37). In terms of divine plurality or liminality, both Susannah Cornwall’s and Dale

Martin’s work have already picked up on the potential gendered and sexual ambiguities of Jesus and his body,724 though whether this enhances or diminishes his masculinity comparable to Hebrew Bible portrayals of Yahweh warrants further exploration, especially as Jesus could be read quite effectively as the phallus of God.

724 Susannah Cornwall, ‘Sex Otherwise: Intersex, Christology and the Maleness of Jesus’, Journal of Feminist Studies in Religion 30.2 (2014), 23-39; Dale B. Martin, Sex and the Single Saviour (Westminster: John Knox, 2006). 310

Moreover, the methodology employed in which I stated my own body would be used a reference point so that I could ask questions of the divine body that I have of my own, was successful inasmuch as it allowed me to imagine different possibilities for the constitution of Yahweh’s body and genitals, possibilities which have historical consonance with the texts. However, I was forced to reflect on the fact that though I do not identify with the male gender assigned to me by others, in the world of the biblical text, it would be this very feature of my existence that would have allowed me to embrace a form of gendered liminality or plenitude in the first place, and then only to have it masculinize where I would find masculinization undesirable. In the texts I have examined, the phallus (whether Yahwistic or otherwise) is unambiguously desirable, for male and female characters alike, and seemingly unquestionably so.
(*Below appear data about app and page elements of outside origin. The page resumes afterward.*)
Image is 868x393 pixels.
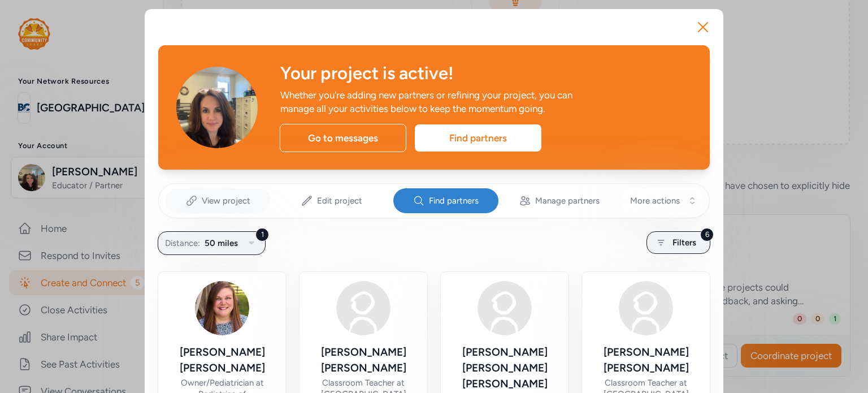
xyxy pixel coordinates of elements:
button: 1Distance:50 miles [157,231,265,255]
span: Edit project [317,195,362,207]
div: Go to messages [280,124,406,152]
img: Avatar [477,281,532,336]
div: Your project is active! [280,63,691,84]
span: View project [202,195,251,207]
img: Avatar [195,281,249,336]
img: Avatar [619,281,673,336]
div: 1 [255,228,269,241]
span: Distance: [165,237,200,250]
div: Whether you're adding new partners or refining your project, you can manage all your activities b... [280,88,606,115]
span: Filters [672,236,696,250]
span: Manage partners [535,195,600,207]
span: Find partners [429,195,478,207]
span: More actions [630,195,679,207]
div: Find partners [415,124,541,152]
div: [PERSON_NAME] [PERSON_NAME] [167,345,277,376]
img: Avatar [336,281,390,336]
div: [PERSON_NAME] [PERSON_NAME] [PERSON_NAME] [450,345,560,392]
span: 50 miles [205,237,238,250]
div: [PERSON_NAME] [PERSON_NAME] [308,345,418,376]
button: More actions [621,188,702,213]
img: Avatar [176,67,258,148]
div: [PERSON_NAME] [PERSON_NAME] [591,345,700,376]
div: 6 [700,228,713,241]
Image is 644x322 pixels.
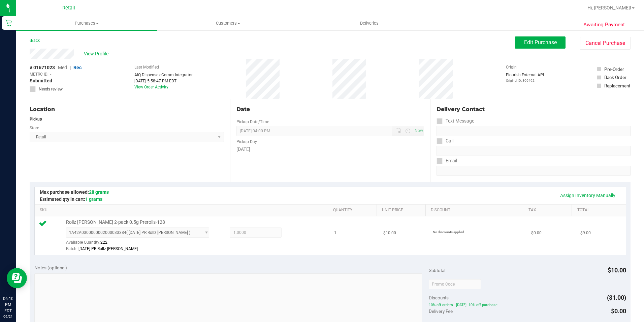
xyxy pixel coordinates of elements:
span: $10.00 [608,266,626,273]
span: Edit Purchase [524,39,557,45]
label: Store [30,125,39,131]
label: Email [437,156,457,166]
div: Delivery Contact [437,105,631,113]
span: 10% off orders - [DATE]: 10% off purchase [429,302,626,307]
input: Promo Code [429,279,481,289]
div: Pre-Order [604,66,624,73]
button: Cancel Purchase [580,37,631,49]
span: Estimated qty in cart: [40,196,102,202]
span: $10.00 [383,230,396,236]
div: Location [30,105,224,113]
a: Back [30,38,40,43]
a: Tax [528,208,569,213]
p: 06:10 PM EDT [3,295,13,314]
label: Origin [506,64,517,70]
input: Format: (999) 999-9999 [437,146,631,156]
p: Original ID: 806492 [506,78,544,83]
a: Discount [431,208,520,213]
span: Purchases [16,20,157,26]
span: | [70,65,71,70]
span: # 01671023 [30,64,55,71]
button: Edit Purchase [515,37,566,49]
span: $9.00 [580,230,591,236]
label: Pickup Date/Time [237,119,269,125]
label: Pickup Day [237,139,257,145]
div: Available Quantity: [66,237,217,251]
label: Text Message [437,116,474,126]
span: Med [58,65,67,70]
span: Notes (optional) [34,265,67,270]
div: [DATE] [237,146,424,153]
span: Awaiting Payment [584,21,625,29]
span: Retail [62,5,75,11]
input: Format: (999) 999-9999 [437,126,631,136]
span: Subtotal [429,268,445,273]
a: SKU [40,208,325,213]
inline-svg: Retail [5,20,12,26]
div: [DATE] 5:58:47 PM EDT [134,78,193,84]
a: Total [577,208,618,213]
span: No discounts applied [433,230,464,234]
a: View Order Activity [134,85,169,90]
span: - [50,71,51,77]
span: 222 [101,240,108,245]
span: View Profile [84,50,111,57]
span: [DATE] PR Rollz [PERSON_NAME] [78,246,138,251]
label: Call [437,136,453,146]
a: Customers [157,16,298,30]
span: Hi, [PERSON_NAME]! [588,5,631,10]
label: Last Modified [134,64,159,70]
span: Rec [73,65,81,70]
a: Purchases [16,16,157,30]
span: $0.00 [531,230,542,236]
span: Customers [157,20,298,26]
span: Needs review [39,86,63,92]
div: Flourish External API [506,72,544,83]
span: METRC ID: [30,71,48,77]
div: Replacement [604,82,630,89]
span: $0.00 [611,307,626,314]
span: 1 [334,230,337,236]
iframe: Resource center [7,268,27,288]
p: 09/21 [3,314,13,319]
span: Submitted [30,77,52,84]
strong: Pickup [30,117,42,122]
a: Unit Price [382,208,423,213]
div: Back Order [604,74,627,81]
a: Assign Inventory Manually [556,190,620,201]
a: Quantity [333,208,374,213]
span: Rollz [PERSON_NAME] 2-pack 0.5g Prerolls-128 [66,219,165,225]
span: 1 grams [85,196,102,202]
span: Delivery Fee [429,308,453,314]
span: Batch: [66,246,77,251]
div: Date [237,105,424,113]
span: Discounts [429,291,449,304]
div: AIQ Dispense eComm Integrator [134,72,193,78]
span: 28 grams [89,189,109,195]
span: ($1.00) [607,294,626,301]
span: Max purchase allowed: [40,189,109,195]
Taking this research further, I would question the desirability of the phallus, to see whether there are texts in the Hebrew Bible that are resistant to what the phallus has to offer. In this way, it becomes possible to account for a wider variety of bodies, ones different from mine, and their relationship to dominant modes of masculinity in the biblical texts.
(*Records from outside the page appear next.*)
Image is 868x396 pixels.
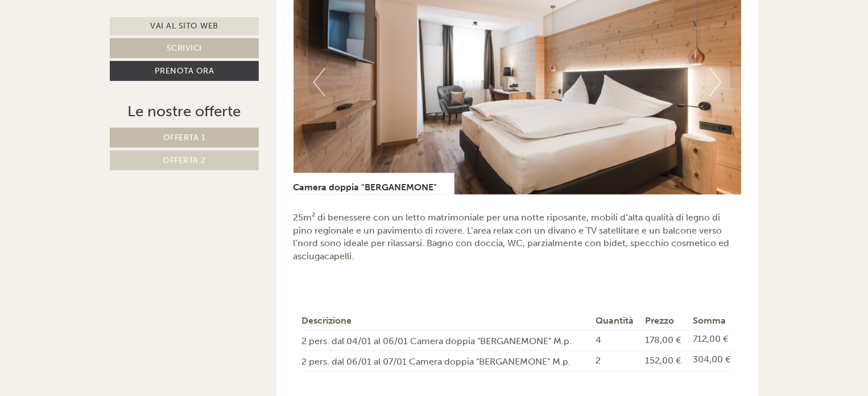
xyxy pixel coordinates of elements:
span: Offerta 2 [163,156,206,165]
th: Somma [689,312,733,330]
span: 178,00 € [645,334,682,345]
td: 304,00 € [689,350,733,371]
th: Descrizione [302,312,592,330]
div: Camera doppia "BERGANEMONE" [294,173,454,194]
span: Offerta 1 [163,133,206,142]
th: Quantità [591,312,640,330]
td: 2 pers. dal 04/01 al 06/01 Camera doppia "BERGANEMONE" M.p. [302,331,592,351]
td: 712,00 € [689,331,733,351]
a: Scrivici [110,38,259,58]
a: Vai al sito web [110,17,259,36]
th: Prezzo [641,312,689,330]
div: Buon giorno, come possiamo aiutarla? [8,31,185,65]
a: Prenota ora [110,61,259,81]
button: Next [709,68,722,96]
p: 25m² di benessere con un letto matrimoniale per una notte riposante, mobili d’alta qualità di leg... [294,212,742,263]
div: Le nostre offerte [110,101,259,122]
td: 2 pers. dal 06/01 al 07/01 Camera doppia "BERGANEMONE" M.p. [302,350,592,371]
small: 10:28 [17,55,179,63]
button: Previous [313,68,325,96]
td: 2 [591,350,640,371]
span: 152,00 € [645,354,682,365]
td: 4 [591,331,640,351]
div: Hotel [GEOGRAPHIC_DATA] [17,33,179,42]
div: giovedì [199,8,250,28]
button: Invia [391,300,449,320]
Overall, this thesis has given insights into the gender and sexuality of Yahweh and argued that in the imaginary of the ancient Israelites, Yahweh exists as a sexual deity of ambiguous or plural gender. To achieve this, it has questioned the nonliterality of metaphor (or perhaps the usefulness of the terms ‘literal’ and ‘metaphorical’), contending that sexual language applied to the deity is unquestioned precisely because divine sexuality is a forceful given in the biblical text. It has also queried the idea that male and female bodies are stable entities with pregiven bodies and interrogated the causal relationship between penises and maleness (at least in a divine context). This interrogation necessitated a distinction between penis-as- 311 biological-organ and the idealized penis which symbolizes masculinity and the qualities and characteristics believed proper to men. From these steps, the deity who emerges from the biblical texts is certainly a phallic man, but one with a bodily morphology not easily defined. Human men who replicate or signify this indefinability on their bodies, or have it marked upon them, are thus set apart, holy, and have access to the knowledge of God, predicated on the male embodiment of divine plurality in their subsumption into the female figure of Israel, from which phallic blessings flow.